For double fun, let’s say that man-made climate change is not real, or at least not quite as consequential as predicted. Then maybe the renewable fuel mandate is not an effective solution to the problem because the problem doesn’t exist. You know, the world’s greatest laundry detergent will not improve the results of plain warm water on an already clean shirt.
As for the organizations with the highfaluting names and acronyms, the Democratic People’s Republic of Korea is not democratic and it’s not a people’s republic. It’s a tightly controlled dictatorship under the control of one monster. If the dictator changed the official name of North Korea to Democratic People’s Democratic Republic of Democratic Korea, it wouldn’t be anything other than what it is.
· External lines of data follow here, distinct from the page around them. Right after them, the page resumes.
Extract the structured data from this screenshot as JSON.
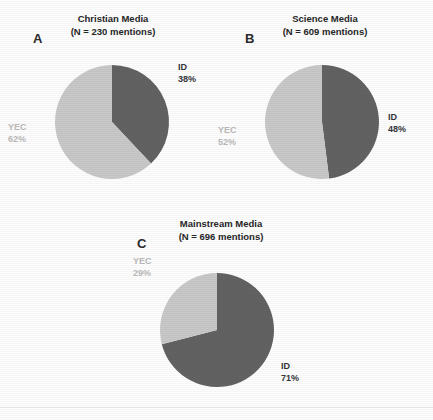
{
  "figure": {
    "width": 433,
    "height": 420,
    "background_color": "#fdfdfd",
    "baseline_rule_y": 407
  },
  "colors": {
    "id_slice": "#626262",
    "yec_slice": "#c8c8c8",
    "id_label_text": "#33363a",
    "yec_label_text": "#b9b9b9",
    "title_text": "#272727",
    "letter_text": "#2b2b2b"
  },
  "panels": [
    {
      "letter": "A",
      "title": "Christian Media",
      "subtitle": "(N = 230 mentions)",
      "center_x": 112,
      "center_y": 122,
      "radius": 57,
      "id_label": "ID",
      "id_pct_label": "38%",
      "yec_label": "YEC",
      "yec_pct_label": "62%",
      "id_label_x": 178,
      "id_label_y": 62,
      "yec_label_x": 8,
      "yec_label_y": 122
    },
    {
      "letter": "B",
      "title": "Science Media",
      "subtitle": "(N = 609 mentions)",
      "center_x": 322,
      "center_y": 122,
      "radius": 57,
      "id_label": "ID",
      "id_pct_label": "48%",
      "yec_label": "YEC",
      "yec_pct_label": "52%",
      "id_label_x": 388,
      "id_label_y": 112,
      "yec_label_x": 218,
      "yec_label_y": 125
    },
    {
      "letter": "C",
      "title": "Mainstream Media",
      "subtitle": "(N = 696 mentions)",
      "center_x": 217,
      "center_y": 330,
      "radius": 57,
      "id_label": "ID",
      "id_pct_label": "71%",
      "yec_label": "YEC",
      "yec_pct_label": "29%",
      "id_label_x": 281,
      "id_label_y": 361,
      "yec_label_x": 133,
      "yec_label_y": 256
    }
  ],
  "chart_data": {
    "type": "pie",
    "legend": [
      "ID",
      "YEC"
    ],
    "legend_position": "inline-annotations",
    "charts": [
      {
        "panel": "A",
        "title": "Christian Media",
        "subtitle": "(N = 230 mentions)",
        "n": 230,
        "labels": [
          "ID",
          "YEC"
        ],
        "values": [
          38,
          62
        ],
        "value_unit": "percent",
        "colors": [
          "#626262",
          "#c8c8c8"
        ],
        "start_angle_deg": 0,
        "direction": "clockwise"
      },
      {
        "panel": "B",
        "title": "Science Media",
        "subtitle": "(N = 609 mentions)",
        "n": 609,
        "labels": [
          "ID",
          "YEC"
        ],
        "values": [
          48,
          52
        ],
        "value_unit": "percent",
        "colors": [
          "#626262",
          "#c8c8c8"
        ],
        "start_angle_deg": 0,
        "direction": "clockwise"
      },
      {
        "panel": "C",
        "title": "Mainstream Media",
        "subtitle": "(N = 696 mentions)",
        "n": 696,
        "labels": [
          "ID",
          "YEC"
        ],
        "values": [
          71,
          29
        ],
        "value_unit": "percent",
        "colors": [
          "#626262",
          "#c8c8c8"
        ],
        "start_angle_deg": 0,
        "direction": "clockwise"
      }
    ]
  }
}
The Center For Consumer Freedom, which changed its name to Center for Organizational Research and Education, is a front group for the tobacco industry. Global Climate Coalition was a front group for the petroleum oil industry. The names were intended to make it seem like they had some planet-wide environmental concerns, other than the concern for their own personal business environment, of course.
So when we get to a group like the Natural Resources Defense Council, and Environmental Working Group, I don’t care how many “green” words they use in their title or if they marched down 5th Avenue with environmentally conscious flags flying out of the rear ends. If they promote unworkable schemes that divert attention away from real solutions, or spread irrelevant and contrived information against solutions (like ethanol) that are inexpensive and available right now, then they are as deceptive and damaging as any Big Oil funded stink tank. Jennifer A. Dlouhy might refer to NRDC and EWG as “respected,” but I don’t respect them one bit.
As it happens, I had some experience with Environmental Working Group when their Research Analyst, Emily Cassidy, published an absurd “Dirty Corn Ethanol” story on the EWG website in October 2015. She took EPA information out of context and perhaps invented some new details to suit her unwarranted attack on ethanol…and I told her so.
In Ms. Dlouhy’s Bloomberg article she refers to the fertilizer runoff problem that has created a “dead zone” in the Gulf of Mexico. She does what many ethanol opponents do, she implies that the problem is caused solely by corn farmers. She conveniently fails to recognize that nearly 10,000 golf courses, thousands of other farms, hundreds of thousands of residences and commercial campuses also use fertilizer that also drains into the Gulf. Animal waste is a major part of the problem, as well. Therefore, unless all farming and ranching and living is discontinued in all of the states with rivers that drain into the Mississippi basin, the problem will continue.
Since the end of farming and elimination of all other areas that use fertilizer is unlikely, the solution would be to do what David Blume preaches in his Permaculture Workshops: Harvest the algae, use it to make ethanol, allow oxygen back into the water, use the remnants as organic fertilizer on the farms and ranches and campuses, and help to make America energy independent.
These are my possibly noteworthy comments to Ms. Dlouhy’s seemingly noteworthy questions.